Those Were The Days — Jonathan James: From sawmills and schools to assemblyman

Mar 19, 2025 | Those Were The Days

Historical show poster with woman and museum sign.

By RHEA-FRANCES TETLEY

Historian

 

John Rowland of the Workman-Rowland party, which arrived in 1841 to Mexican California, was more interested in his other businesses than personally operating his sawmill on the mountaintop, so he hired Jonathan James to be the sawmill’s manager. James then hired a large crew to harvest the stand of sugar pine trees on what became known as James Flat (now under Lake Gregory), named because James was the first lumberman in the area.

The second of three monuments placed honoring the first school. This one was installed in 1990 by the Crest Forest Historical Society assisted by the Edison crew who replaced a previous log monument marking the location of Crestline’s first school started by Jonathan James. Standing (l-r): Larry Bonham, Kent Dunn, Richard Guill, Tom Powell and Charlie Clifford. Kneeling: Lee Deckerhoff, Vince Jacobo, Dan Staple, Dennis Cole and Lou McGahan.

Jonathan M. James was an immigrant from Tennessee, whose lumber camp was reportedly pleasant, well-ordered and well-fed. He lived at the sawmill with his wife and four young boys, a daughter and a yellow dog.

Within a few years, James bought into Rowland’s operations, creating the Rowland-James sawmill. The two-year-old Salamander Mill, also on James Flat, burned in 1854, was rebuilt and burned again in 1859. James Flat was later called Huston Flat when Huston began a lumbermill there. Decades later, Arthur Gregory operated a box sawmill there, removing the remaining trees before he flooded it with Lake Gregory. James moved the sawmill to the Little Bear area (today’s Blue Jay) after he finished his first cut through the area.

Because education was a priority for these loggers, the James Sawmill set up a classroom for the James’ and any other logger’s children, hiring a school teacher in 1858, initiating education in the mountains and becoming the first documented school in the mountain area. J.J. Willis, the brother of San Bernardino Judge Henry Willis, was initially hired by James as a bookkeeper and log scaler for the lumbermill, but became the teacher during the “sawing season,” as he was well qualified.

J.J. taught in a plank and log cabin built as the school, between 1858-1860, on James Flat and then, when the sawmill moved to the Little Bear Valley area, the school was relocated, too. The James children were so well educated that they attended universities when they grew up. The James Mill schoolhouse was located somewhere close to the current location of the Huston Flats electrical substation (where the monument is on Lake Drive in Crestline). (Since 1850-60s logging roads were temporary, with no relationship to current day roads, exact locations are imprecise.)

A baby daughter was born to a worker’s family at the James Sawmill on Sept. 3, 1859. The James family was saddened when their 8-year-old son was crushed by a falling tree. Mrs. Jonathan James delivered another daughter, Margaret, on Jan. 12, 1861.

Many were marooned on James Flat by the 1862 Noachian flood, which also washed out the Mormon Lumber Road. James moved his operation to Little Bear Valley in 1865, setting up a steam-powered circular sawmill, near today’s Blue Jay. The school and mill were also moved. When James was elected to the California Assembly in Sacramento in 1867, he sold his sawmill to Caley, Jonathan Richardson and Issac Roper for $3,000 in gold coin, plus one-third of the lumber cut for three years.

In 1869, when returning from Sacramento, James entered into a partnership with Dr. Dudley Dickey, building the first Grass Valley sawmill. Six months later, he sold that sawmill to Reuben Anderson and Barnabas Carter. This Grass Valley sawmill was the one eventually sold to the Tyler Brothers.

Dr. Dudley Dickey was also president of the Mountain Turnpike Company and with engineer Edward Daley, they were responsible for the building of the Twin and City Creek Turnpike (aka Daley Canyon Lumber Road) used for transporting lumber off the mountain’s “mid-range” through Daley Canyon to Del Rosa, opening in 1870. The Little Bear Valley sawmills thrived only because of the Daley Lumber Road.

The current monument marking Crestline’s first school located in front of the Huston electrical substation on Lake Drive in Lake Gregory Village.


» ASSIGNED TASK: Here the job is to retype the data word for word while leaving the pictures aside.
────────────────────
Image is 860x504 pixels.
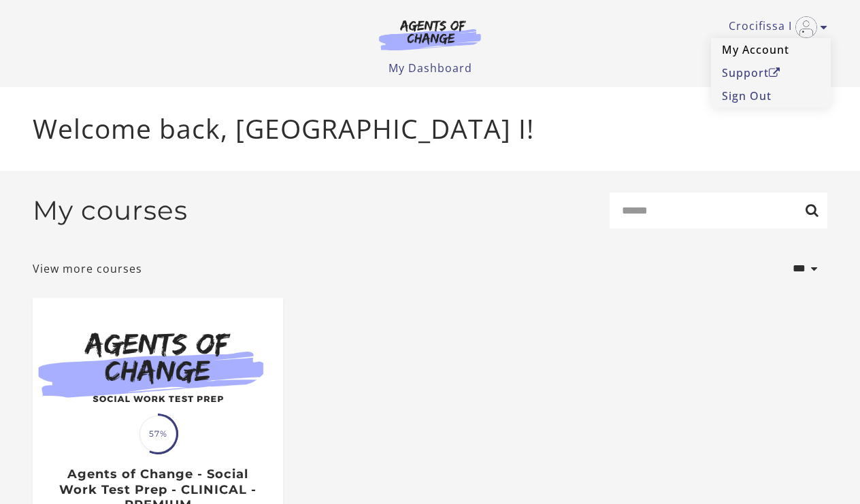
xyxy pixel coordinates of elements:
i: Open in a new window [769,67,781,78]
img: Agents of Change Logo [365,19,495,50]
h2: My courses [32,195,188,226]
a: My Account [711,38,831,61]
span: 57% [139,416,176,453]
a: Toggle menu [729,16,820,38]
a: Sign Out [711,84,831,108]
a: My Dashboard [388,60,473,75]
a: SupportOpen in a new window [711,61,831,84]
a: View more courses [32,261,142,277]
p: Welcome back, [GEOGRAPHIC_DATA] I! [32,109,828,149]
────────────────────
» OUTPUT OF THE EXERCISE:
Image is 860x504 pixels.
xyxy pixel coordinates of elements:
i: Open in a new window [769,67,781,78]
img: Agents of Change Logo [365,19,495,50]
h2: My courses [32,195,188,226]
a: My Account [711,38,831,61]
span: 57% [139,416,176,453]
a: Toggle menu [729,16,820,38]
a: Sign Out [711,84,831,108]
a: My Dashboard [388,60,473,75]
a: SupportOpen in a new window [711,61,831,84]
a: View more courses [32,261,142,277]
p: Welcome back, [GEOGRAPHIC_DATA] I! [32,109,828,149]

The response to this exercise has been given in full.